Learn how to configure a custom CI/CD configuration file

Run CI/CD jobs on Windows

GitLab Runner supports Windows and can run jobs natively on this platform. You can automatically build, test, and deploy Windows-based projects by leveraging PowerShell or batch files.

Install GitLab Runner on Windows

Run CI/CD jobs on macOS

GitLab Runner supports macOS and can run jobs natively on this platform. You can automatically build, test, and deploy for macOS based projects by leveraging shell scripts and command line tools.

Install GitLab Runner on macOS

Run CI/CD jobs on Linux ARM

GitLab Runner supports Linux operating systems on ARM architectures and can run jobs natively on this platform. You can automatically build, test, and deploy for Linux ARM based projects by leveraging shell scripts and command line tools.

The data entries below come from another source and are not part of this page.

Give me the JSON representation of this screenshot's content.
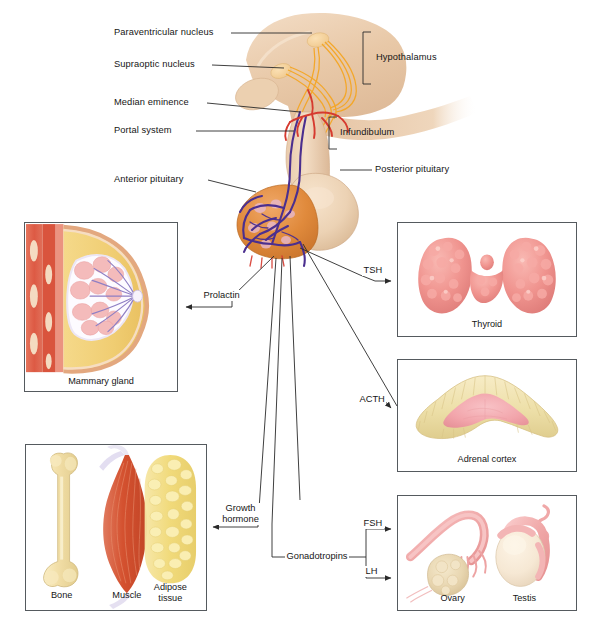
{
  "figure": {
    "background": "#ffffff"
  },
  "anatomy_labels": {
    "paraventricular_nucleus": "Paraventricular nucleus",
    "supraoptic_nucleus": "Supraoptic nucleus",
    "median_eminence": "Median eminence",
    "portal_system": "Portal system",
    "anterior_pituitary": "Anterior pituitary",
    "hypothalamus": "Hypothalamus",
    "infundibulum": "Infundibulum",
    "posterior_pituitary": "Posterior pituitary"
  },
  "hormones": {
    "prolactin": "Prolactin",
    "tsh": "TSH",
    "acth": "ACTH",
    "growth_hormone_line1": "Growth",
    "growth_hormone_line2": "hormone",
    "gonadotropins": "Gonadotropins",
    "fsh": "FSH",
    "lh": "LH"
  },
  "panels": {
    "mammary": {
      "caption": "Mammary gland"
    },
    "thyroid": {
      "caption": "Thyroid"
    },
    "adrenal": {
      "caption": "Adrenal cortex"
    },
    "gonads": {
      "caption_ovary": "Ovary",
      "caption_testis": "Testis"
    },
    "growth_targets": {
      "caption_bone": "Bone",
      "caption_muscle": "Muscle",
      "caption_adipose_line1": "Adipose",
      "caption_adipose_line2": "tissue"
    }
  },
  "colors": {
    "brain_tissue": "#e6c4a4",
    "brain_tissue_light": "#f0d7bd",
    "neural_tract_orange": "#f5a623",
    "anterior_pituitary": "#e08a3c",
    "posterior_pituitary": "#ecd2b4",
    "artery_red": "#d63a2f",
    "portal_vein_purple": "#4b2f8f",
    "thyroid_pink": "#f0948f",
    "adrenal_cream": "#f0dfae",
    "adrenal_pink": "#f2a5ab",
    "bone_cream": "#f2dfae",
    "muscle_red": "#d8503a",
    "adipose_yellow": "#f0d873",
    "gonad_pink": "#f3b3b3",
    "panel_border": "#555a5e",
    "line_black": "#2a2a2a"
  }
}
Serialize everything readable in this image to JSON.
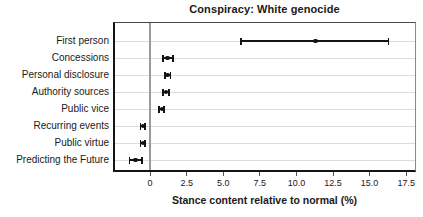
{
  "title": "Conspiracy: White genocide",
  "chart_data": {
    "type": "scatter",
    "subtype": "dot-plot-with-error-bars",
    "title": "Conspiracy: White genocide",
    "xlabel": "Stance content relative to normal (%)",
    "ylabel": "",
    "categories": [
      "First person",
      "Concessions",
      "Personal disclosure",
      "Authority sources",
      "Public vice",
      "Recurring events",
      "Public virtue",
      "Predicting the Future"
    ],
    "values": [
      11.3,
      1.2,
      1.2,
      1.1,
      0.8,
      -0.5,
      -0.5,
      -1.0
    ],
    "ci_low": [
      6.2,
      0.9,
      1.0,
      0.9,
      0.6,
      -0.65,
      -0.65,
      -1.4
    ],
    "ci_high": [
      16.3,
      1.55,
      1.4,
      1.3,
      0.95,
      -0.35,
      -0.35,
      -0.55
    ],
    "xticks": [
      0,
      2.5,
      5.0,
      7.5,
      10.0,
      12.5,
      15.0,
      17.5
    ],
    "xtick_labels": [
      "0",
      "2.5",
      "5.0",
      "7.5",
      "10.0",
      "12.5",
      "15.0",
      "17.5"
    ],
    "xlim": [
      -2.4,
      18.1
    ],
    "grid": "horizontal",
    "zero_line": true,
    "legend": "none",
    "colors": {
      "marker": "#141414",
      "error_bar": "#141414",
      "grid": "#dcdcdc",
      "zero_line": "#9a9a9a",
      "spine": "#141414",
      "text": "#1a1a1a",
      "background": "#ffffff"
    }
  }
}
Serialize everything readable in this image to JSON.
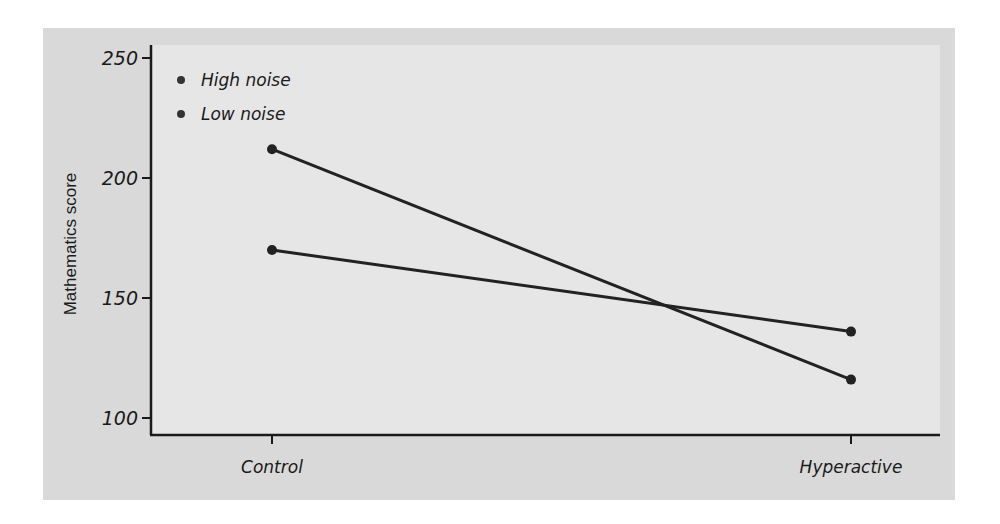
{
  "chart_data": {
    "type": "line",
    "title": "",
    "xlabel": "",
    "ylabel": "Mathematics score",
    "categories": [
      "Control",
      "Hyperactive"
    ],
    "series": [
      {
        "name": "High noise",
        "values": [
          212,
          116
        ]
      },
      {
        "name": "Low noise",
        "values": [
          170,
          136
        ]
      }
    ],
    "ylim": [
      100,
      250
    ],
    "yticks": [
      100,
      150,
      200,
      250
    ],
    "grid": false,
    "legend_position": "upper-left"
  },
  "colors": {
    "frame_bg": "#d9d9d9",
    "plot_bg": "#e6e6e6",
    "ink": "#1a1a1a"
  }
}
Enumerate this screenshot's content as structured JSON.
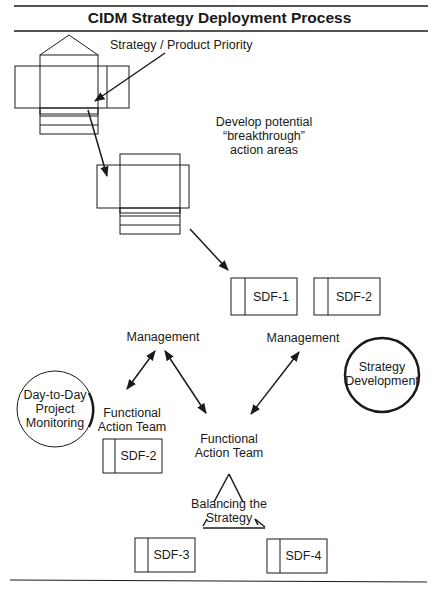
{
  "title": "CIDM Strategy Deployment Process",
  "labels": {
    "strategy_priority": "Strategy / Product Priority",
    "develop_line1": "Develop potential",
    "develop_line2": "“breakthrough”",
    "develop_line3": "action areas",
    "management_left": "Management",
    "management_right": "Management",
    "strategy_dev_line1": "Strategy",
    "strategy_dev_line2": "Development",
    "day_line1": "Day-to-Day",
    "day_line2": "Project",
    "day_line3": "Monitoring",
    "fat_left_line1": "Functional",
    "fat_left_line2": "Action Team",
    "fat_center_line1": "Functional",
    "fat_center_line2": "Action Team",
    "balancing_line1": "Balancing the",
    "balancing_line2": "Strategy"
  },
  "sdf_boxes": {
    "sdf1": "SDF-1",
    "sdf2_top": "SDF-2",
    "sdf2_left": "SDF-2",
    "sdf3": "SDF-3",
    "sdf4": "SDF-4"
  },
  "colors": {
    "stroke": "#1a1a1a",
    "background": "#ffffff"
  }
}
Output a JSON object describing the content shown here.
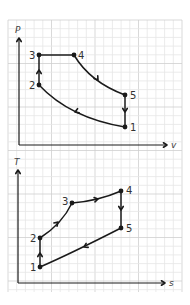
{
  "paper": {
    "grid": {
      "x0": 8,
      "y0": 20,
      "x1": 182,
      "y1": 292,
      "cell": 8.7,
      "minor_color": "#e6e6e6",
      "major_color": "#cfcfcf"
    },
    "background": "#ffffff",
    "ink": "#1a1a1a"
  },
  "pv_diagram": {
    "title": "P-v diagram",
    "y_axis_label": "P",
    "x_axis_label": "v",
    "axes": {
      "origin": [
        19,
        145
      ],
      "y_tip": [
        19,
        38
      ],
      "x_tip": [
        167,
        145
      ]
    },
    "points": [
      {
        "id": "1",
        "label": "1",
        "x": 125,
        "y": 127,
        "label_dx": 5,
        "label_dy": 4
      },
      {
        "id": "2",
        "label": "2",
        "x": 39,
        "y": 85,
        "label_dx": -10,
        "label_dy": 4
      },
      {
        "id": "3",
        "label": "3",
        "x": 39,
        "y": 55,
        "label_dx": -10,
        "label_dy": 4
      },
      {
        "id": "4",
        "label": "4",
        "x": 74,
        "y": 55,
        "label_dx": 4,
        "label_dy": 4
      },
      {
        "id": "5",
        "label": "5",
        "x": 125,
        "y": 95,
        "label_dx": 5,
        "label_dy": 4
      }
    ],
    "processes": [
      {
        "from": "1",
        "to": "2",
        "shape": "curve",
        "ctrl": [
          70,
          118
        ],
        "arrow_at": [
          75,
          112
        ],
        "arrow_dir": "left"
      },
      {
        "from": "2",
        "to": "3",
        "shape": "line",
        "arrow_at": [
          39,
          70
        ],
        "arrow_dir": "up"
      },
      {
        "from": "3",
        "to": "4",
        "shape": "line",
        "arrow_at": null
      },
      {
        "from": "4",
        "to": "5",
        "shape": "curve",
        "ctrl": [
          90,
          82
        ],
        "arrow_at": [
          98,
          80
        ],
        "arrow_dir": "down-right"
      },
      {
        "from": "5",
        "to": "1",
        "shape": "line",
        "arrow_at": [
          125,
          112
        ],
        "arrow_dir": "down"
      }
    ]
  },
  "ts_diagram": {
    "title": "T-s diagram",
    "y_axis_label": "T",
    "x_axis_label": "s",
    "axes": {
      "origin": [
        18,
        283
      ],
      "y_tip": [
        18,
        170
      ],
      "x_tip": [
        165,
        283
      ]
    },
    "points": [
      {
        "id": "1",
        "label": "1",
        "x": 40,
        "y": 267,
        "label_dx": -10,
        "label_dy": 4
      },
      {
        "id": "2",
        "label": "2",
        "x": 40,
        "y": 238,
        "label_dx": -10,
        "label_dy": 4
      },
      {
        "id": "3",
        "label": "3",
        "x": 72,
        "y": 203,
        "label_dx": -10,
        "label_dy": 2
      },
      {
        "id": "4",
        "label": "4",
        "x": 121,
        "y": 191,
        "label_dx": 5,
        "label_dy": 3
      },
      {
        "id": "5",
        "label": "5",
        "x": 121,
        "y": 228,
        "label_dx": 5,
        "label_dy": 4
      }
    ],
    "processes": [
      {
        "from": "1",
        "to": "2",
        "shape": "line",
        "arrow_at": [
          40,
          253
        ],
        "arrow_dir": "up"
      },
      {
        "from": "2",
        "to": "3",
        "shape": "curve",
        "ctrl": [
          62,
          224
        ],
        "arrow_at": [
          58,
          222
        ],
        "arrow_dir": "up-right"
      },
      {
        "from": "3",
        "to": "4",
        "shape": "curve",
        "ctrl": [
          98,
          201
        ],
        "arrow_at": [
          98,
          199
        ],
        "arrow_dir": "right"
      },
      {
        "from": "4",
        "to": "5",
        "shape": "line",
        "arrow_at": [
          121,
          210
        ],
        "arrow_dir": "down"
      },
      {
        "from": "5",
        "to": "1",
        "shape": "curve",
        "ctrl": [
          70,
          254
        ],
        "arrow_at": [
          84,
          247
        ],
        "arrow_dir": "down-left"
      }
    ]
  }
}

Install GitLab Runner on Linux

Run CI/CD jobs on FreeBSD

GitLab Runner supports FreeBSD and can run jobs natively on this platform. You can automatically build, test, and deploy for FreeBSD-based projects by leveraging shell scripts and command line tools.

Install GitLab Runner on FreeBSD

Show code coverage rate for your pipelines

GitLab is able to parse job output logs and search, via a customizable regex, any information created by tools like SimpleCov to get code coverage. Data is automatically available in the UI and also as a badge you can embed in any HTML page or publish using GitLab Pages.

Learn how to generate and show code coverage information in GitLab

Details on duration for each command execution in GitLab CI/CD

Other CI systems show execution time for each single command run in CI jobs, not just the overall time. We’re reconsidering how job output logs are managed in order to add this feature as well.

Learn more about job output logs in the documentation

Auto DevOps

Auto DevOps brings DevOps best practices to your project by automatically configuring software development lifecycles by default. It automatically detects, builds, tests, deploys, and monitors applications.

Read more about Auto DevOps in the documentation

Protected Runners

Protected Runners allow you to protect your sensitive information, for example deployment credentials, by allowing only jobs running on protected branches to access them.

Read more on the issue

GitLab Agent for Kubernetes

Manage the deployments and connection to your Kubernetes clusters in a secure and compliant way, driven by code. The agent supports push and pull-based deployments and operational container scanning with fine-grained access controls.

Read more on the docs

Fine-grained access controls for CI/CD based Kubernetes deployments

Restrict GitLab CI/CD deployment jobs using Kubernetes RBAC

Read more on the docs

GitOps deployment management

Run GitOps-style deployments tightly integrated into GitLab

Read more on the docs

Canary Deployments

GitLab Premium can monitor your Canary Deployments when deploying your applications with Kubernetes. Canary Deployments can be configured directly through .gitlab-ci.yml, the API, or from the UI of the Deploy Boards.

Learn more about configuring Canary Deployments

Automatic Retry for Failed CI Jobs

You can specify a retry keyword in your .gitlab-ci.yml file to make GitLab CI/CD retry a job for a specific number of times before marking it as failed.

Learn more about Automatic Retry for Failed CI Jobs

Pipelines security

The ability of running CI/CD pipelines on protected branches is checked against a set of security rules that defines if you’re allowed or not. It includes creating new pipelines, retrying jobs, and perform manual actions.

Learn more about pipeline security

Include external files in CI/CD pipeline definition

You can include external files in your pipeline definition file, using them as templates to reuse snippets for common jobs.

Learn more about including external files

Step folding for CI/CD logs

Collapse the job log output for each command.

Documentation

Windows Container Executor

With this feature you are able to use Docker containers on Windows directly, in much the same was as if they were on Linux hosts. This enables more advanced kinds of pipeline orchestration and management for users of Microsoft platforms.

Learn more about the Windows Container Executor

Comments in Review Apps

Shorten the feedback cycle and enable stakeholders to provide comments through a form in your review app - which is then automatically added to the related merge request.